Here's just part of an interview with Dr. Phil Jones, ex head of the CRU at East Anglia. It's from "The Devil's Kitchen."
The Devil's Kitchen The interview has been widely reported in many places. There's also, yet again (and right on schedule so as not to disappoint); Scandanaviagate!!! Here's the skinny:
Hide the decline - Latest News (home) Next up, some interesting information about The Sun (as in the one 93 million miles from us). Seems it's likely to 'slow down a bit.' Incidentally, as you no doubt noticed by the spelling, many of the climate skeptics are British, Australian, and Canadian, putting the lie to the idea that only Americans are climate skeptics.
P.S. If the table below doesn't work I'll try to get a better copy.
A - Do you agree that according to the global temperature record used by the IPCC, the rates of global warming from 1860-1880, 1910-1940 and 1975-1998 were identical?
An initial point to make is that in the responses to these questions I've assumed that when you talk about the global temperature record, you mean the record that combines the estimates from land regions with those from the marine regions of the world. CRU produces the land component, with the Met Office Hadley Centre producing the marine component.
Temperature data for the period 1860-1880 are more uncertain, because of sparser coverage, than for later periods in the 20th Century. The 1860-1880 period is also only 21 years in length.
As for the two periods 1910-40 and 1975-1998 the warming rates are not statistically significantly different (see numbers below).
I have also included the trend over the period 1975 to 2009, which has a very similar trend to the period 1975-1998.
So, in answer to the question,
the warming rates for all 4 periods are similar and not statistically significantly different from each other.
Here are the trends and significances for each period:
This is pretty significant because Jones is admitting that—over the timescale for which we have actual measurements (rather than proxies)—the current warming trend is not unprecedented—an aspect that the whole alarmist argument depends on.
Watt's Up With That summarises the relevant points from the interview in this way.
- Neither the rate nor magnitude of recent warming is exceptional.
- There was no significant warming from 1998-2009. According to the IPCC we should have seen a global temperature increase of at least 0.2°C per decade.
- The IPCC models may have overestimated the climate sensitivity for greenhouse gases, underestimated natural variability, or both.
- This also suggests that there is a systematic upward bias in the impacts estimates based on these models just from this factor alone.
- The logic behind attribution of current warming to well-mixed man-made greenhouse gases is faulty.
- The science is not settled, however unsettling that might be.
- There is a tendency in the IPCC reports to leave out inconvenient findings, especially in the part(s) most likely to be read by policy makers.
Now, some of these conclusions might be slight leaps,
as Climate Skeptic opines.
I think some of these conclusions are a bit of a reach from the Q&A. I don’t get the sense that Jones is abandoning the basic hypothesis that climate sensitivity to manmade CO<sub>2</sub> is high (e.g. 3+ degrees per doubling, rather than <=1 degrees as many skeptics would hypothesize). In particular, I think the writing has been on the wall for a while that
alarmists were bailing on the hockey stick / MWP-related arguments as indicative of high sensitivities.
The new news for me was the admission that the warming rate from 1979-present is in no way unprecedented. This is important as the lead argument (beyond black box “the models say so” justifications) for blaming anthropogenic factors for recent warming is that the rate of warming was somehow unprecedented. However, Jones admits (as all rational skeptics have said for some time) that the warming rate from 1979 to today is really no different than we have measured in other periods decidedly unaffected by CO<sub>2</sub>.
However, there was one of Phil Jones's answers that left me absolutely gob-smacked, and it is this one:
H - If you agree that there were similar periods of warming since 1850 to the current period, and that the MWP is under debate, what factors convince you that recent warming has been largely man-made?
The fact that we can't explain the warming from the 1950s by solar and volcanic forcing - see my answer to your question D [where he referenced Chapter 9 of the IPCC AR4].
You what? So, since you are unable to account for the warming in terms of volcanos or solar warming, then it must be human induced? What the hell?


**Directions for this task:** An exact transcription of all the data is required, with every image removed.

**Data for processing:**
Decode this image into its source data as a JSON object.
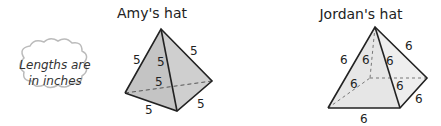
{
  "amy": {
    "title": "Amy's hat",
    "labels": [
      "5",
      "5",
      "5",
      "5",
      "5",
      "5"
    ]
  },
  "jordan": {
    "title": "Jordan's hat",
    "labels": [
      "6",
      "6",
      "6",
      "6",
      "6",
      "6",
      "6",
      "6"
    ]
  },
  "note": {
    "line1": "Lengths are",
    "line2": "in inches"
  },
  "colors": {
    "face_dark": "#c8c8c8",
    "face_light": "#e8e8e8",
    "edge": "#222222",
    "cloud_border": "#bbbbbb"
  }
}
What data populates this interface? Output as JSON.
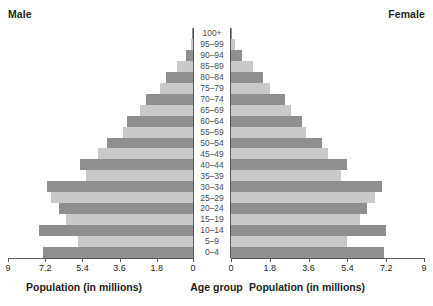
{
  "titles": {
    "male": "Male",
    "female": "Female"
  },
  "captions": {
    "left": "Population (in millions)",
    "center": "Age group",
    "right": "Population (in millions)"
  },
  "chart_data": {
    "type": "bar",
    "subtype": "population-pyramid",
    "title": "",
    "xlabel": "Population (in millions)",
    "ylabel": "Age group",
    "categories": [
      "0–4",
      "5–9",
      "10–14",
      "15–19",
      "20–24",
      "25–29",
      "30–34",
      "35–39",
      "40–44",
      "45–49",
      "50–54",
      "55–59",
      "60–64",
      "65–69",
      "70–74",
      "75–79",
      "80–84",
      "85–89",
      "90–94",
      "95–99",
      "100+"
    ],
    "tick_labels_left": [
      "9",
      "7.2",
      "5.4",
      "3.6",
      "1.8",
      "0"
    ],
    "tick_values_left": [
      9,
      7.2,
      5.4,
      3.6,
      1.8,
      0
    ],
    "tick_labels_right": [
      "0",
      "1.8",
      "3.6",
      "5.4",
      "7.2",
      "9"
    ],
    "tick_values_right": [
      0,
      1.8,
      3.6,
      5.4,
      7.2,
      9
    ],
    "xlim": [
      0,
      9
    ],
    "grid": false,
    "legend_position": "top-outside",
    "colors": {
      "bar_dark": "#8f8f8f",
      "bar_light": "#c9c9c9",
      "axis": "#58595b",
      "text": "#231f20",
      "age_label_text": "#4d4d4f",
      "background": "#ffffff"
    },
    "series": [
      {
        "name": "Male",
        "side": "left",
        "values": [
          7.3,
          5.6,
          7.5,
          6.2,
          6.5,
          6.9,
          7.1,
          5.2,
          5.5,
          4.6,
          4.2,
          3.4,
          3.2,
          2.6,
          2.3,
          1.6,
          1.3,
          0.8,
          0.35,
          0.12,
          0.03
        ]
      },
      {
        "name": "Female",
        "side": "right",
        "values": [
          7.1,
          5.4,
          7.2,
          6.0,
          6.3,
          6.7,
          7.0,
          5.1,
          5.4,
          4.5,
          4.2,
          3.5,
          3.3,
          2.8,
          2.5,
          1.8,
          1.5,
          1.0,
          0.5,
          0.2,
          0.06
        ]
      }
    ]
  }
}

**Output below:**
Decode this image into its source data as a JSON object.
{
  "amy": {
    "title": "Amy's hat",
    "labels": [
      "5",
      "5",
      "5",
      "5",
      "5",
      "5"
    ]
  },
  "jordan": {
    "title": "Jordan's hat",
    "labels": [
      "6",
      "6",
      "6",
      "6",
      "6",
      "6",
      "6",
      "6"
    ]
  },
  "note": {
    "line1": "Lengths are",
    "line2": "in inches"
  },
  "colors": {
    "face_dark": "#c8c8c8",
    "face_light": "#e8e8e8",
    "edge": "#222222",
    "cloud_border": "#bbbbbb"
  }
}
What data populates this interface? Output as JSON.
{
  "titles": {
    "male": "Male",
    "female": "Female"
  },
  "captions": {
    "left": "Population (in millions)",
    "center": "Age group",
    "right": "Population (in millions)"
  },
  "chart_data": {
    "type": "bar",
    "subtype": "population-pyramid",
    "title": "",
    "xlabel": "Population (in millions)",
    "ylabel": "Age group",
    "categories": [
      "0–4",
      "5–9",
      "10–14",
      "15–19",
      "20–24",
      "25–29",
      "30–34",
      "35–39",
      "40–44",
      "45–49",
      "50–54",
      "55–59",
      "60–64",
      "65–69",
      "70–74",
      "75–79",
      "80–84",
      "85–89",
      "90–94",
      "95–99",
      "100+"
    ],
    "tick_labels_left": [
      "9",
      "7.2",
      "5.4",
      "3.6",
      "1.8",
      "0"
    ],
    "tick_values_left": [
      9,
      7.2,
      5.4,
      3.6,
      1.8,
      0
    ],
    "tick_labels_right": [
      "0",
      "1.8",
      "3.6",
      "5.4",
      "7.2",
      "9"
    ],
    "tick_values_right": [
      0,
      1.8,
      3.6,
      5.4,
      7.2,
      9
    ],
    "xlim": [
      0,
      9
    ],
    "grid": false,
    "legend_position": "top-outside",
    "colors": {
      "bar_dark": "#8f8f8f",
      "bar_light": "#c9c9c9",
      "axis": "#58595b",
      "text": "#231f20",
      "age_label_text": "#4d4d4f",
      "background": "#ffffff"
    },
    "series": [
      {
        "name": "Male",
        "side": "left",
        "values": [
          7.3,
          5.6,
          7.5,
          6.2,
          6.5,
          6.9,
          7.1,
          5.2,
          5.5,
          4.6,
          4.2,
          3.4,
          3.2,
          2.6,
          2.3,
          1.6,
          1.3,
          0.8,
          0.35,
          0.12,
          0.03
        ]
      },
      {
        "name": "Female",
        "side": "right",
        "values": [
          7.1,
          5.4,
          7.2,
          6.0,
          6.3,
          6.7,
          7.0,
          5.1,
          5.4,
          4.5,
          4.2,
          3.5,
          3.3,
          2.8,
          2.5,
          1.8,
          1.5,
          1.0,
          0.5,
          0.2,
          0.06
        ]
      }
    ]
  }
}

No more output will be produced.